Managing a big pile of network gear at every branch location is a hassle. No surprise, then, that Nemertes’ 2018-19 WAN Economics and Technologies research study is showing huge interest in collapsing the branch stack among those deploying SD-WAN:
- 78% want to replace some or all branch routers with SD-WAN solutions
- 77% want to replace some or all branch firewalls
- 82% want to replace some or all branch WAN optimizers
While collapsing the WAN stack can have capital benefits, although it is not guaranteed unless one moves to an all-opex model, whether box-based Do-It-Yourself (DIY) or an in-net/managed solution (where a service provider manages the solution and delivers some or allSD-WAN functionality in their network instead of at the endpoints). After all, the more you want a single box to do, the beefier it has to be, and one expensive box can wind up costing more than three relatively cheap ones. More compelling in the long run are the operational benefits of collapsing the stack: smaller vendor and product pool, easier staff skills maintenance, and simpler management processes.
IT sees benefits from reducing the number of products and vendors it has to manage through each device-layer’s lifecycle. Fewer vendors means fewer management contracts to juggle. It means fewer sales teams to try to turn into productive partners. And, it means fewer technical support teams to learn how to work with—and relearn and relearn again and again through vendor restructurings, acquisitions, divestitures of products, or simply deals with support staff turnover. Having a single relationship, whether box vendor or service provider, brings these costs down as far as possible, and simplifies relationship management as much as possible.
Fewer solutions typically also means reducing the number of technical skill sets needed to keep the WAN humming. There is that special, though not uncommon, case where solutions converge but management interfaces don’t, resulting in little or no savings or improvement of this sort. But, when converged solutions come with converged management tools and a consistent, unified interface, life gets better for WAN engineers. When a team only has to know one or two management interfaces instead of five or six, it is easier for everyone to master them, and so to provide effective cross-coverage. Loss or absence of a team member no longer carries the risk of a vital skill set going missing.
Most importantly, though, IT should be able to look forward to simplifying operations. When the same solution can replace the router, firewall, and WAN optimizer, change management gets easier, and the need to do network functional regression testing decreases. IT no longer has to worry that making a configuration change on one platform will have unpredictable effects on other boxes in the stack. The need to make sure one change won’t trigger cascading failures in other systems is part of what drives so many organizations to avoid changing anything on the WAN, whenever possible.
A side effect of that lowered barrier to change on the WAN should be improved security. We have seen far too many networks in which branch router operating systems are left unpatched for very long stretches of time, IT being unwilling to risk breaking them in order to push out patches, even security patches.
Although it can be argued that the SD-WAN appliance becomes too much of a single point of failure when it takes over the whole stack, it is worth remembering that when three devices are stacked up in the traffic path, failure in any of them can kill the WAN. A lone single point of failure is better than three at the same place, and it is easier to engineer high availability for a single solution than for several.
And, of course, if the endpoint is mainly a means of connecting the branch to an in-net solution, redundancy at the endpoint is even easier (and redundancy in the provider cloud should be table stakes as a selection criterion). Whether IT is doing the engineering itself or relying on the engineering of a service provider, that’s a win no matter what.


_ACTIVITY:_ Return each line of the listing that contains the string "name".

_GIVEN INFORMATION:_
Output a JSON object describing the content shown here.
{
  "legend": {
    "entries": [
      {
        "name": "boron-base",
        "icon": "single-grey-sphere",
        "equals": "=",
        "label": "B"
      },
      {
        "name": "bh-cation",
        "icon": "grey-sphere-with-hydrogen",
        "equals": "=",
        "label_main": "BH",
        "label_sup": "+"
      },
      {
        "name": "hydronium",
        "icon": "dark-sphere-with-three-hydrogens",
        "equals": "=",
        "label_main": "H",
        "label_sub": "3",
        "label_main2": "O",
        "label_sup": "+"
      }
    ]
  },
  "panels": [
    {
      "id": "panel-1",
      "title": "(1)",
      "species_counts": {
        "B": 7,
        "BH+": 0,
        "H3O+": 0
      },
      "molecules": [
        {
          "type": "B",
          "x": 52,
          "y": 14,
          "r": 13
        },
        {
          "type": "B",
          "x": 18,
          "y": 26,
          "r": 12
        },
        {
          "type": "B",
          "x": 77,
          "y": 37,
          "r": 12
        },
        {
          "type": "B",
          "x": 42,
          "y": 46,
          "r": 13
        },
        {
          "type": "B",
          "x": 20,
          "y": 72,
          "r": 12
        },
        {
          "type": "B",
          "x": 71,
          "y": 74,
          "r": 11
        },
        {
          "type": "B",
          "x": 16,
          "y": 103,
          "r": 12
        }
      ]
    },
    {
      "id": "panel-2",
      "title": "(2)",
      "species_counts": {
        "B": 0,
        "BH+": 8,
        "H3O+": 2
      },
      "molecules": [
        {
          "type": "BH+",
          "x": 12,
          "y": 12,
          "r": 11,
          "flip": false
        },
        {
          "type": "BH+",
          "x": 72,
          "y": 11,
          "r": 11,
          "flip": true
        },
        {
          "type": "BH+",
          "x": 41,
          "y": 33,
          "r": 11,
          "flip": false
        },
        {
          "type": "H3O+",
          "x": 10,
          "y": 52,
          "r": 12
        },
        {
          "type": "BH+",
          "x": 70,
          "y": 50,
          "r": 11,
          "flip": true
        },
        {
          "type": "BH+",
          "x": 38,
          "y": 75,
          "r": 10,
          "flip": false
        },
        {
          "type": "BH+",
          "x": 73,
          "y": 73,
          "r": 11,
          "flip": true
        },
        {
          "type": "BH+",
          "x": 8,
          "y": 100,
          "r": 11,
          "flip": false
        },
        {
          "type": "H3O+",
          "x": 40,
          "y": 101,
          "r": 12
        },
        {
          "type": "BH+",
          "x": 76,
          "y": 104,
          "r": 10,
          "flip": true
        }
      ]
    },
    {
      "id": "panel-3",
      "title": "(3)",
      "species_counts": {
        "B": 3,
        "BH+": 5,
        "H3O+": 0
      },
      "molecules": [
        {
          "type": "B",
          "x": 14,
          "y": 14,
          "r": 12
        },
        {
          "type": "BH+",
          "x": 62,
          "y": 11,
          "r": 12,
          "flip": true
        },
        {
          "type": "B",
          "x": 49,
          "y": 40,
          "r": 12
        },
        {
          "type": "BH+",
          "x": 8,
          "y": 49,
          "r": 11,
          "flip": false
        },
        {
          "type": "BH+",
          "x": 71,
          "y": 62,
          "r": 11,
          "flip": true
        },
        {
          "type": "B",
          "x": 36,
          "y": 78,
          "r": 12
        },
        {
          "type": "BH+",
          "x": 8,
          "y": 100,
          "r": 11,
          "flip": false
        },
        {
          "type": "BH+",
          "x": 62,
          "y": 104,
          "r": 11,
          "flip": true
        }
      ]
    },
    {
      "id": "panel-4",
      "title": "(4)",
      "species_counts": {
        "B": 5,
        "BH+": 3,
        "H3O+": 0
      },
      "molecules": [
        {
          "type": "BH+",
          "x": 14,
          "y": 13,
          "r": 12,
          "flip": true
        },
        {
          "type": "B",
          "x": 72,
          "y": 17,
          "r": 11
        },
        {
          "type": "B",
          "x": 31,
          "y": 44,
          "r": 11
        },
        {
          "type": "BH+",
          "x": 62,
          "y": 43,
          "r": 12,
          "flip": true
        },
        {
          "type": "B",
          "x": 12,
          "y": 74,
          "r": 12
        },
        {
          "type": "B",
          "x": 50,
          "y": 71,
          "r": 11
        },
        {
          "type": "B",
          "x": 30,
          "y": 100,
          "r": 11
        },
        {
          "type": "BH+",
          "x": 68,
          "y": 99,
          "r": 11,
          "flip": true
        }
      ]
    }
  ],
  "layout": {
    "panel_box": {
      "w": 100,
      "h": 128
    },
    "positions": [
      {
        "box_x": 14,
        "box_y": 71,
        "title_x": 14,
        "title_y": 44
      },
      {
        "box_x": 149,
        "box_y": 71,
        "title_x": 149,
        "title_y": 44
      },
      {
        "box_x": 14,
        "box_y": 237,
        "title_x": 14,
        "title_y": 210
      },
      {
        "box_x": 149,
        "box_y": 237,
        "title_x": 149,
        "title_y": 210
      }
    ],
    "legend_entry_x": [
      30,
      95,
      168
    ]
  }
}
--
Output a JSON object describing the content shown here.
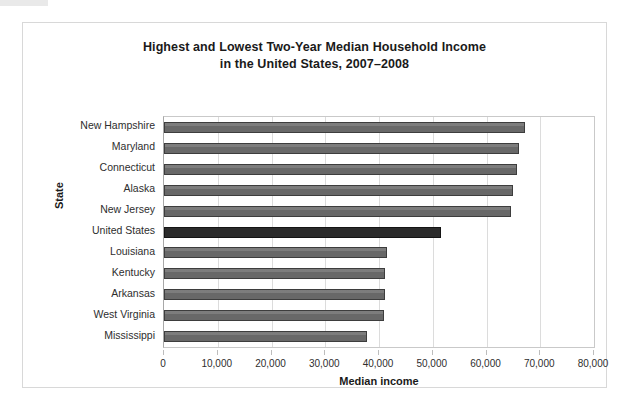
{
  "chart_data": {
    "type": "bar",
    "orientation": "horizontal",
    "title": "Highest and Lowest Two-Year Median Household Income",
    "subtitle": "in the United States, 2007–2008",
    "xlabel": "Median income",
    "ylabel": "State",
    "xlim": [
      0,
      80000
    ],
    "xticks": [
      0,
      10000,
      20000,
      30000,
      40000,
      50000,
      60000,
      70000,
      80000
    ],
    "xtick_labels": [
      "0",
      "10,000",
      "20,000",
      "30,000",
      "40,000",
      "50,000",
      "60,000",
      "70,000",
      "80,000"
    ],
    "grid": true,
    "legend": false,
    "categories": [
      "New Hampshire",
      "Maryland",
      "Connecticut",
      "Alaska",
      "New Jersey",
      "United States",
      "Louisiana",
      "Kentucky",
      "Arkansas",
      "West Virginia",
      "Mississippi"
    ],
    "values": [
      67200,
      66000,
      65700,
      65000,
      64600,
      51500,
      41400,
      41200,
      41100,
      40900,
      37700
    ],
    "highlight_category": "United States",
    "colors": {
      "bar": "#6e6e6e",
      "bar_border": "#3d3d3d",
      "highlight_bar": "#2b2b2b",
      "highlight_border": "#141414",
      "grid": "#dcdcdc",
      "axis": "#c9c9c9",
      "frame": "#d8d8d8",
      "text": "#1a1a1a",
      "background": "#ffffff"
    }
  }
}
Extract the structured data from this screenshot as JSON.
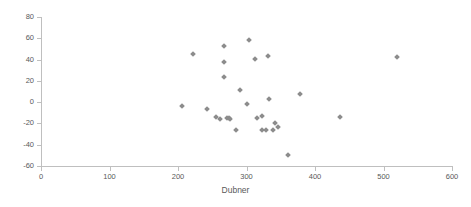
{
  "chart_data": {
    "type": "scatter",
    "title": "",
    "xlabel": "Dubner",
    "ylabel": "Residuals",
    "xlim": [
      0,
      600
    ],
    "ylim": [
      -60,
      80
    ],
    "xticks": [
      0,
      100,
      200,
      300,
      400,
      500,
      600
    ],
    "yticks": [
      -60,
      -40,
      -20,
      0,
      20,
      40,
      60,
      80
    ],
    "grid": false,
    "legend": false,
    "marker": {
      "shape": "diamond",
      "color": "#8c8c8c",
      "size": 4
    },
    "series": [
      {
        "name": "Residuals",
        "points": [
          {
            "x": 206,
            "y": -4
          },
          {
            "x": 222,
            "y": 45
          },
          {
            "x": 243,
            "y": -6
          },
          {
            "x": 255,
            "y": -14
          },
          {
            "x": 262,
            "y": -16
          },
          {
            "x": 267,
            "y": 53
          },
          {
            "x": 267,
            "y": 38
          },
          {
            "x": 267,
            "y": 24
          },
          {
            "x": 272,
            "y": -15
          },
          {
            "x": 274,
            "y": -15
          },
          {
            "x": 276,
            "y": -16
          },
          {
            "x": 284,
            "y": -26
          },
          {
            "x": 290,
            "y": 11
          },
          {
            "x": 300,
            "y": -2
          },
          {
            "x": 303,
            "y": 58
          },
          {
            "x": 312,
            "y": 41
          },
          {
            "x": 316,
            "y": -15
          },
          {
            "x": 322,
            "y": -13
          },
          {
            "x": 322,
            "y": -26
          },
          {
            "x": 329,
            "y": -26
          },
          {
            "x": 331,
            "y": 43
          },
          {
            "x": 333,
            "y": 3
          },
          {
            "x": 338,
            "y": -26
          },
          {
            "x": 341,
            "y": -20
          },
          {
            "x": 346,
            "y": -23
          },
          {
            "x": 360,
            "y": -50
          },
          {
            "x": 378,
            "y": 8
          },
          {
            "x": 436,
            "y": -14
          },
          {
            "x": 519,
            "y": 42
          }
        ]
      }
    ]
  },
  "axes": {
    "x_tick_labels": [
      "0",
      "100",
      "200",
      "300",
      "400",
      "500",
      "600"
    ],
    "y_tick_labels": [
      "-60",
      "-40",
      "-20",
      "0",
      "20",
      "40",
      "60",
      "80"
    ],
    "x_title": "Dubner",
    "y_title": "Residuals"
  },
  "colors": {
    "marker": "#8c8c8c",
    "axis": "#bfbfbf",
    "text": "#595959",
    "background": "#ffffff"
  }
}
...
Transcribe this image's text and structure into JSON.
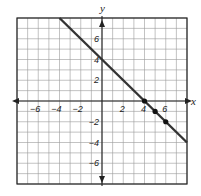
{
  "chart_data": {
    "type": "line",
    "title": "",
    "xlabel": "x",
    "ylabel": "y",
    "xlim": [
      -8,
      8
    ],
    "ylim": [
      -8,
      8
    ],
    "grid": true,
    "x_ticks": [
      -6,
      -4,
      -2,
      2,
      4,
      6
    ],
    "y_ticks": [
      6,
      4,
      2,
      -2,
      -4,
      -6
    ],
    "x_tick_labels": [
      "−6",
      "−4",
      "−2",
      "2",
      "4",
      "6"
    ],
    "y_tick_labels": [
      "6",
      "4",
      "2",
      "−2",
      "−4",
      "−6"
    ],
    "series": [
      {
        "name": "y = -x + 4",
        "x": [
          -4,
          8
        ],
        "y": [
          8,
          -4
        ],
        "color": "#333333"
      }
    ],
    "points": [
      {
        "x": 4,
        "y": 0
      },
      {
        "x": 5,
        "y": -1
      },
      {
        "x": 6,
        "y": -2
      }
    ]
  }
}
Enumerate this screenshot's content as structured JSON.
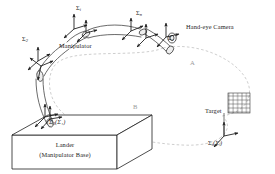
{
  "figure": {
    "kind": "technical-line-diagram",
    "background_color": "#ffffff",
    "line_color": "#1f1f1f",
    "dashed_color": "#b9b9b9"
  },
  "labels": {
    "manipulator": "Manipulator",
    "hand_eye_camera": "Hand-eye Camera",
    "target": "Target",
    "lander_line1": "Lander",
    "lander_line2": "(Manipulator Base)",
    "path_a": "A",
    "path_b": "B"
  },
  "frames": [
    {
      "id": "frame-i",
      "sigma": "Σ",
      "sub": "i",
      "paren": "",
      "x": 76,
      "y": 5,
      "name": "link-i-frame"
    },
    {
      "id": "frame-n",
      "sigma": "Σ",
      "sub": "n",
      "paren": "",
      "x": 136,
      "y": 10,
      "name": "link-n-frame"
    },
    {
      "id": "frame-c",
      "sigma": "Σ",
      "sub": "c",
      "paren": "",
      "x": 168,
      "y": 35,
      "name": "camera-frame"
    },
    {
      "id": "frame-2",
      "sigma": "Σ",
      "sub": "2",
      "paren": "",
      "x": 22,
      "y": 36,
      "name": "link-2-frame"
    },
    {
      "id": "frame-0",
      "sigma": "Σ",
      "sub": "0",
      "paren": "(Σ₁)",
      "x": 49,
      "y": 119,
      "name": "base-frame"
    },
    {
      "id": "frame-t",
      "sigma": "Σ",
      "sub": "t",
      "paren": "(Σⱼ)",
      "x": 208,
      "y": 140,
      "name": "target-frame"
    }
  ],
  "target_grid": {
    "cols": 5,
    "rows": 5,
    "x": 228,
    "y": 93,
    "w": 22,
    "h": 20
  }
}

_RESPONSE TO THE TASK:_
        "name": "boron-base",
        "name": "bh-cation",
        "name": "hydronium",
        "name": "Residuals",
        "name": "y = -x + 4",
      "name": "link-i-frame"
      "name": "link-n-frame"
      "name": "camera-frame"
      "name": "link-2-frame"
      "name": "base-frame"
      "name": "target-frame"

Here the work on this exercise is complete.